Mitochondrial labeling in salivary gland cells. CellLight® Mitochondria-RFP, BacMam 2.0, (ThermoFisher) was used transfect human salivary gland cells to label them with RFP. The image was captured 24h post transfection. Mitochondria are red and nuclei are stained in blue.
Mitochondrial damage and activation of innate immunity in salivary gland cells. Sjögren’s syndrome (SS) is a chronic, autoimmune disorder affecting almost all organ systems, including the exocrine glands, nervous system, joints, lungs, and the gastrointestinal tract. SS disproportionately affects women (9:1 ratio), and unlike other autoimmune disorders, SS patients are older, typically diagnosed between 40-60 years of age, and show evidence for increased oxidative stress.
Recent literature shows that increased oxidative stress causes mitochondrial dysfunction, leading to the release of mitochondrial DNA (mtDNA) into the cytosol. This mtDNA is recognized as a danger signal, and it induces type I IFN and pro-inflammatory cytokines through the cyclic GMP-AMP synthase (cGAS)-Stimulator of interferon genes (STING) protein-interferon regulatory factor 3 (IRF3) axis. Furthermore, the activation of the cGAS-STING-IRF3 axis also causes cellular senescence, contributing to the adverse effects of aging.
Despite the evidence for oxidative stress and elevated type I IFN response, the role of mtDNA in the activation of innate immunity in SS is not known. Therefore, our laboratory has generated in vitro and in vivo genetic models for inducing mitochondrial damage in mouse salivary glands. These model systems are being used to investigate the role of oxidative stress and excessive activation of innate immunity in the development of SS.
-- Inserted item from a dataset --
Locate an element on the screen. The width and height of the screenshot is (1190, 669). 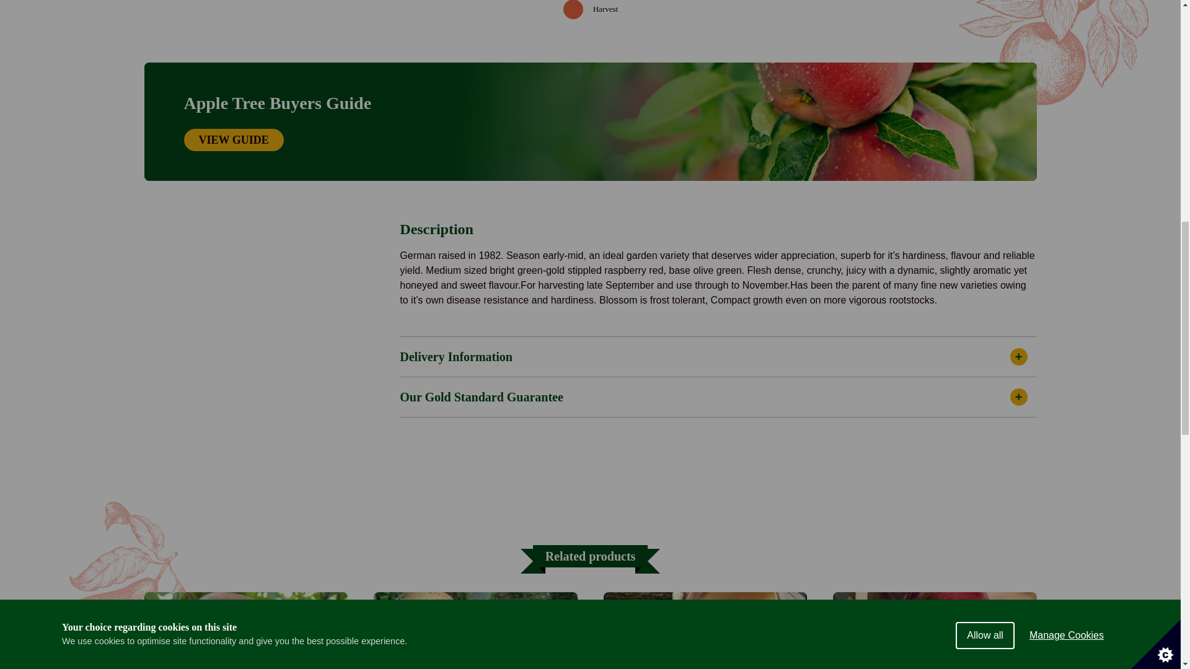
Table showing the flowering and harvesting months is located at coordinates (590, 11).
Schematic representation of STING activation. (1) Cellular stress can cause the leakage of nuclear and mitochondrial DNA into the cytosol (2) recognized by cytosolic DNA sensors like cGAS. (3) The engagement of cGAS leads to the production of the di-nucleotide cGAMP, (4) which binds STING. (5) STING translocates from the ER binds the serine-threonine kinase TBK1, which then phosphorylates IRF3. (6) Phosphorylated IRF3 enters the nucleus and initiates transcription of IFNb (7). In addition, STING also activates NF-kB and induces transcription of IL-6 and TNFa. The SS-associated protein, IFI16 can also activate STING through a non-canonical pathway involving p53 and TRAF6.